Learn the mysteries of how Oracle RAC Cache Fusion works. Cache Fusion is the secret to making Oracle RAC a scalable database platform. You will learn how cache fusion works, the differences between global cache current and consistent read transfers, the differences between two-way and three-way transfers and the associated wait events.

Oracle Ace and author Brian Peasland provides an in-depth demonstration of global cache transfers in action by utilizing Oracle Trace and session statistics (v$sesstat and v$statname).

Prerequisites: Knowledge of Oracle Architecture including the concept of an Oracle instance, the buffer cache, how data is moved into the buffer cache and an understanding of wait events.

Brian is a certified Oracle ACE who has been in the IT field for over 25 years and has worked as a computer operator, operations analyst, systems administrator, application developer and for more than half of his career as a database administrator. He holds a B.S. in Computer Science and a M.S. in Computer Science, specializing in database systems. Brian has been a member of SearchOracle.com’s Ask The Experts since 2001 and now contributes articles to the site. He regularly contributes to the My Oracle Support and Oracle Technet communities. He can be followed on Twitter on @BPeaslandDBA and maintains a blog at http://www.peasland.net.

Buy Brian’s new book “Oracle RAC Performance Tuning” at Amazon.

Download the Workshop scripts

This free training is segmented into several separate lessons:

  1. Lesson 1 – Agenda (6:02)
    Brian’s introduction and tutorial agenda plus a brief history of Oracle clustering (parallel server) and the problems associated with disk pinging.
  2. Lesson 2 – Demonstration: Cache Fusion in Action (5:20)
    Learn how Oracle RAC Cache Fusion really works. Brian Peasland demonstrates, with v$statname, v$sesstat and Oracle trace (dbms_monitor.session_trace_enable) cache fusion in action.
  3. Lesson 3 – Demonstration Understanding Global Cache Statistics and Trace Output (9:13)
    A continuation of the cache fusion demonstration, with a detailed look at session statistics and the raw trace file contents.
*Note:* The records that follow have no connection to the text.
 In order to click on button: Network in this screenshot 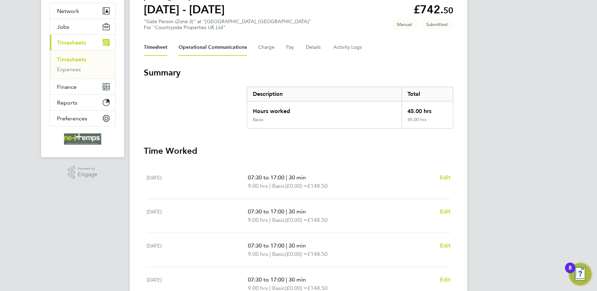, I will do `click(83, 11)`.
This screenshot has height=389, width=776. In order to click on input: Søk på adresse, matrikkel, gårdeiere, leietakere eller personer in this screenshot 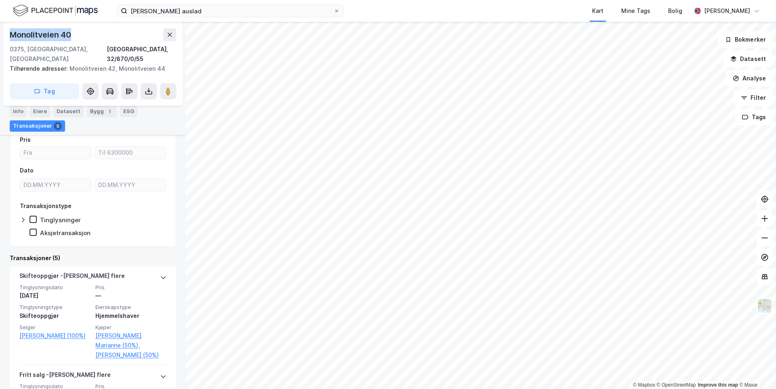, I will do `click(230, 11)`.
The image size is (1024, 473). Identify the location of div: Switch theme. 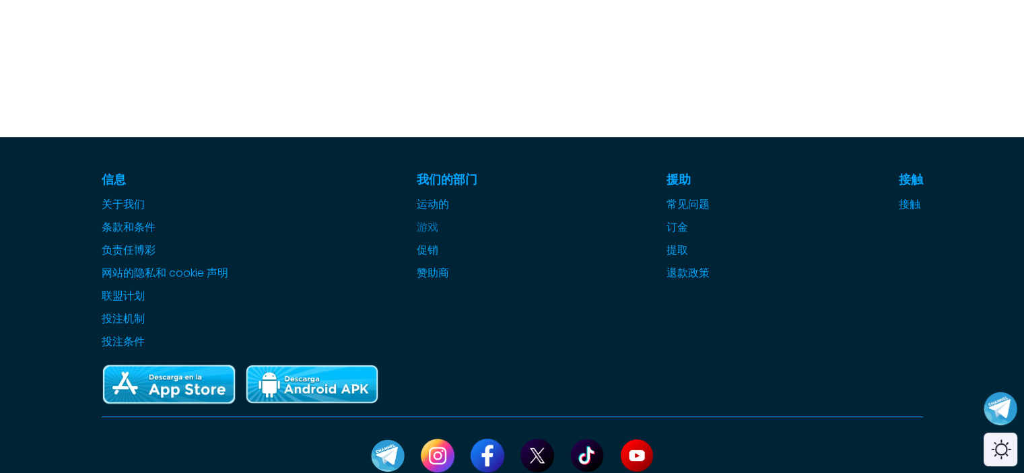
(1000, 450).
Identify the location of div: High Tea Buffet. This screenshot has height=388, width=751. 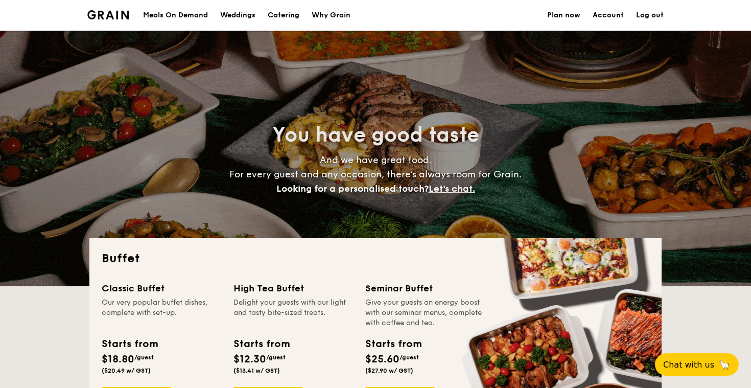
(293, 288).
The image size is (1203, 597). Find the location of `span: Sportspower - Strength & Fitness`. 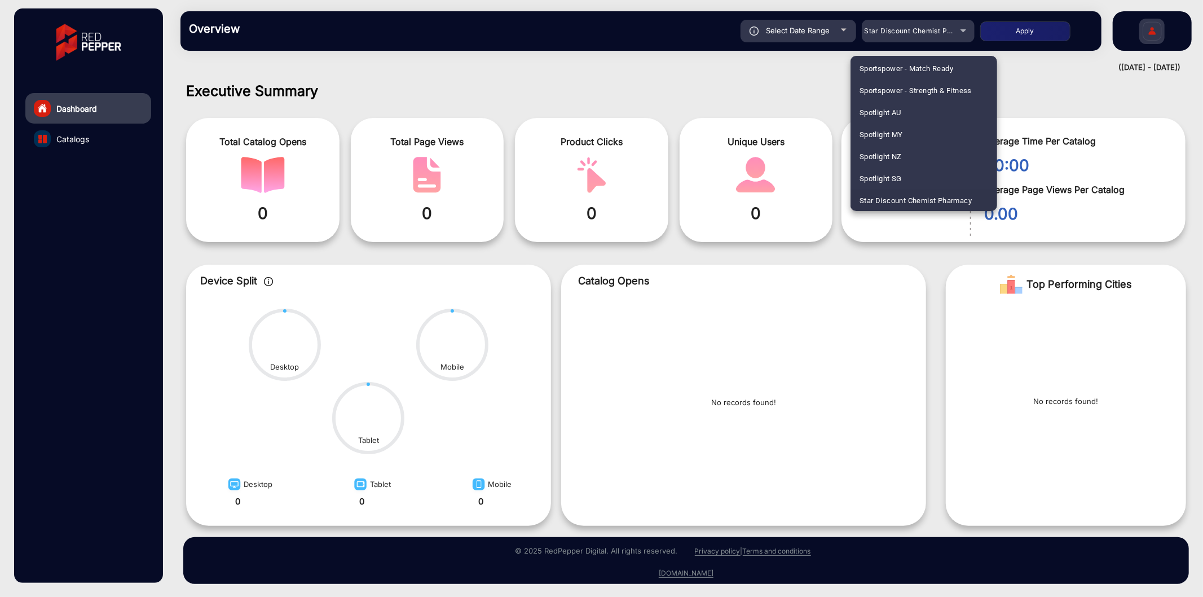

span: Sportspower - Strength & Fitness is located at coordinates (915, 90).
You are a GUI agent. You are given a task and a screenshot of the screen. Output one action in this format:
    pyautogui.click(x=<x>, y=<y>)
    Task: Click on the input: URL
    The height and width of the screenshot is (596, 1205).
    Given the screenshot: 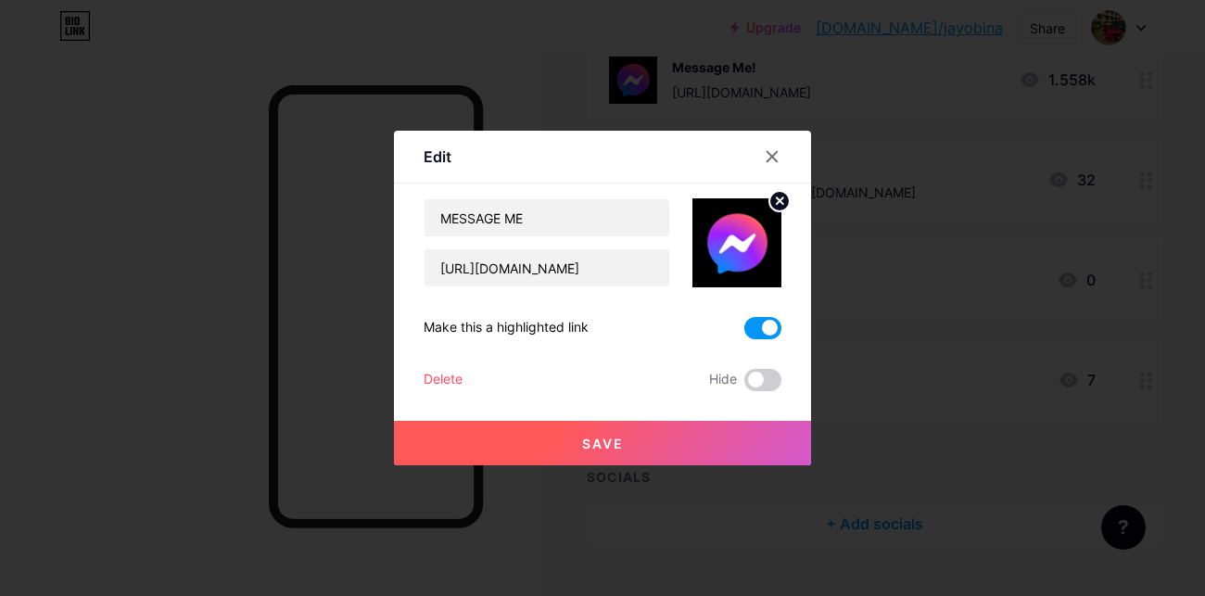 What is the action you would take?
    pyautogui.click(x=547, y=268)
    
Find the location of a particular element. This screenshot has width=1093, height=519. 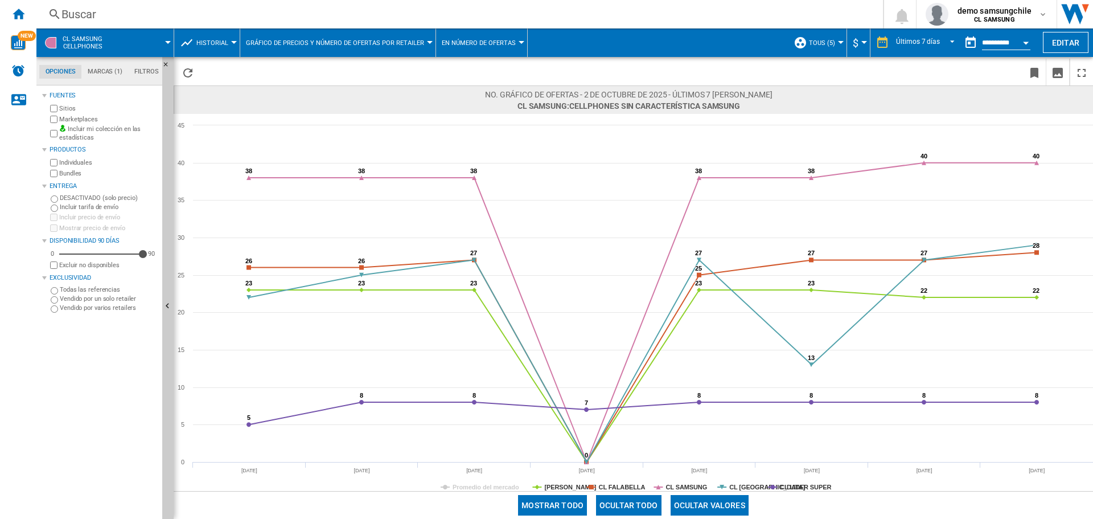

button: Mostrar todo is located at coordinates (552, 505).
You will learn about the “gc” wait events (Global Cache) including ‘gc current block 2-way’ and ‘gc cr multi block request’.
  4. Lesson 4 – demonstration: Global Cache Current Transfer vs Consistent Read Transfer (4:38) (click on video below)
    Learn the difference between a current block and a consistent read block.
  5. Lesson 5 – 2-Way vs 3-Way Block Transfers (4:07)
    Brian demonstrates 2-Way vs 3-Way Block Transfers including a description of master, holders and requestors.
  6. http://youtu.be/Krs4qFnbLLc (2:03)
    Oracle ACE and author Brian Peasland provides a summary of the “How Oracle RAC Cache Fusion Works” tutorial.

Date: Oct 19, 2015

NOTE: Some corporate firewalls will not allow videos hosted by YouTube.

Transcript

Lesson 4 – demonstration: Global Cache Current Transfer vs Consistent Read Transfer

How Cache Fusion Really Works Part 4 of 6

 

>> Brian:  The next thing I want to talk about is the difference between a current block and consistent read block. 

 

In our example that we’ve seen so far, a user on instance one just read the data. And on instance two, another user just read the data. There was no data being changed. Because data was not modified, the user on instance two could obtain the most recent or, in other words, the most current version of that block. Hence, the global cache current wait event. 

 

What I’m going to do is bounce the instances. 

 

[pause]

 

Now that the instances are bounced, I’ll start them up. The big reason I do this is just to make sure we’re starting with a clean slate, fresh from scratch so that nothing else influences our analysis. Now I’ll go back into SQL Plus and I’m going to update one row in this table. 

 

[pause]

 

We’ll just verify that result. 

 

[pause]

 

And there it is. But I have yet to commit the changes from this session. So only this session can see that change. If I go over to the other instance and this time I’m going to start a trace in my session –

 

[pause]

 

And let’s look at that value. Here it says the owner is system, not Scott. This is Oracle’s consistent read mechanism in play. Any session is not allowed to see uncommitted changes to the data. This is true on single instance as well as Oracle RAC. Oracle RAC has to follow those same rules. What Oracle does under the covers is it uses the information in the UNDO table space to create an image of that block before the change occurred and Oracle then takes that consistent read image and transfers it via Cache Fusion as a global cache transfer. 

 

Now let’s look at my trace file. 

 

[pause]

 

We’ll look at the wait events here and we can see the three wait events of interest are all global cache transfers because the wait event name starts with GC. The first block is still a current transfer because the index block has not changed. But notice that third one, now we see a global cache CR wait event and this is a global cache consistent read wait event. It’s still on the same file and it’s still on the same block of that file. 

 

Hopefully this explains the difference between a global cache current and a global cache consistent read transfer. Remember that a global cache current transfer is Cache Fusion transferring the current image because the block has no uncommitted changes. When there are uncommitted changes, Cache Fusion will ship a global cache consistent read image instead as our demonstration has shown.